Serving Larchmont Village, Hancock Park, and the Greater Wilshire neighborhoods of Los Angeles since 2011.

One-Year Anniversary of COVID-19 Pandemic Declaration

The community meeting to discuss the Larchmont Playground became a telephone briefing, our first virtual meeting, because officials warned against gathering as the World Health Organization declared COVID-19 a pandemic.

Today is the anniversary of the World Health Organization’s declaration that the novel coronavirus-caused COVID-19 had officially become a pandemic. Locally, it took a few days before we started to report on the impact of that declaration.

Our first COVID-19-related story came two days later, on March 13, when we reported that a community meeting to discuss the Larchmont Farmers Market, and a children’s playground proposed for a portion of the city parking lot where the Market is located, was changed to “a phone briefing due to the restrictions on large public gatherings in light of the novel coronavirus.”  Our reporting focused on the controversial decision not to meet in person and to continue discussion on the contentious matter over the phone.  (Hard to believe, but most of us hadn’t even heard of Zoom at that point.)

At the time, Windsor Square resident Gary Gilbert, a chief opponent of the playground project, urged the more than 1,400 people who signed his petition to preserve the farmers market not to call in to the meeting and to instead to e-mail former Councilmember David Ryu’s deputy Rob Fisher to “request the meeting we were promised.”

Looking back a year later,  this was our very first “virtual” town hall, though a handful of people, including this reporter,  attended in person, spread out across the meeting room at Marlborough School but without masks. Over the past year, the park has been cancelled, the councilmember has been replaced, and the farmers market has been expanded to Wednesdays in an effort to stimulate more business on Larchmont Blvd.

Of course, no one knew at the time where the pandemic was headed, but we started writing about local business closures and event cancellations the same day we published the story about the Farmers Market meeting…and just three days later, the first notices of city-wide closures and restrictions started coming out.  By March 19, we were reporting our first local cases of the virus: “…five confirmed cases in West Hollywood, 2 in Culver City, 2 in the Melrose neighborhood, 1 in Koreatown and 1 in West Adams.”

And within just a few weeks, it seemed like everyone and everything was Zooming, including the local case counts:

Over the last year, the COVID-19 pandemic has caused enormous disruption and tragedy in world, and our little corner of Los Angeles has been changed forever, too.  We’ve continued to report on the struggles of our local businesses and neighbors…but today we can also report that it looks like Los Angeles County will soon move out of the most restrictive risk tier, and more businesses and schools will be able to re-open.  Of course, the pandemic is still very much with us, and vigilance and safety measures are still a must. But for now the spread seems to be slowing, and with vaccines finally here, we can see more signs that we may soon return to meeting in person, and shopping and dining on Larchmont. As always, we will endeavor to keep you informed.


**Exercise requirements:** Every line containing the word "ordinates" is to be copied from the data below.
Segment Start: Entries supplied
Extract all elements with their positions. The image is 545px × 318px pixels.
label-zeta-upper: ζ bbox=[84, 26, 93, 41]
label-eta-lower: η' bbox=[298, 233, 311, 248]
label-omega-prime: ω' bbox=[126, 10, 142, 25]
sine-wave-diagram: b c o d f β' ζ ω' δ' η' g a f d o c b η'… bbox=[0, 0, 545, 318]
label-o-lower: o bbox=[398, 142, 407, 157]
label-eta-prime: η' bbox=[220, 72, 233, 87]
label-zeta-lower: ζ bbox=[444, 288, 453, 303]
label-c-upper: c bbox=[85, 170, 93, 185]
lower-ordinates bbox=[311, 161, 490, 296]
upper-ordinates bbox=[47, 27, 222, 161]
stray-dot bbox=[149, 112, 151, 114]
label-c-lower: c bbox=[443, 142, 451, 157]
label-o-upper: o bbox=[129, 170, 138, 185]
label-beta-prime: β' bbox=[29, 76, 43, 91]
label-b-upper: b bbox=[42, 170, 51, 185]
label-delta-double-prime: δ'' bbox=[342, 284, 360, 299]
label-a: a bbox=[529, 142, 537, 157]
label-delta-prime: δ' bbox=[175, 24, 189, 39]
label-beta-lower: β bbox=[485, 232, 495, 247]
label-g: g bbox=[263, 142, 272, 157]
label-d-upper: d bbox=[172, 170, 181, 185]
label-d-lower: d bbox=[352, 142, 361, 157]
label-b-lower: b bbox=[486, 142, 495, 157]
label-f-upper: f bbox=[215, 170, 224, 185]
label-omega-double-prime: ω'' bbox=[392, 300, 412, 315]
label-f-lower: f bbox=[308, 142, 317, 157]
Segment End: Entries supplied
**Result of the exercise:**
lower-ordinates bbox=[311, 161, 490, 296]
upper-ordinates bbox=[47, 27, 222, 161]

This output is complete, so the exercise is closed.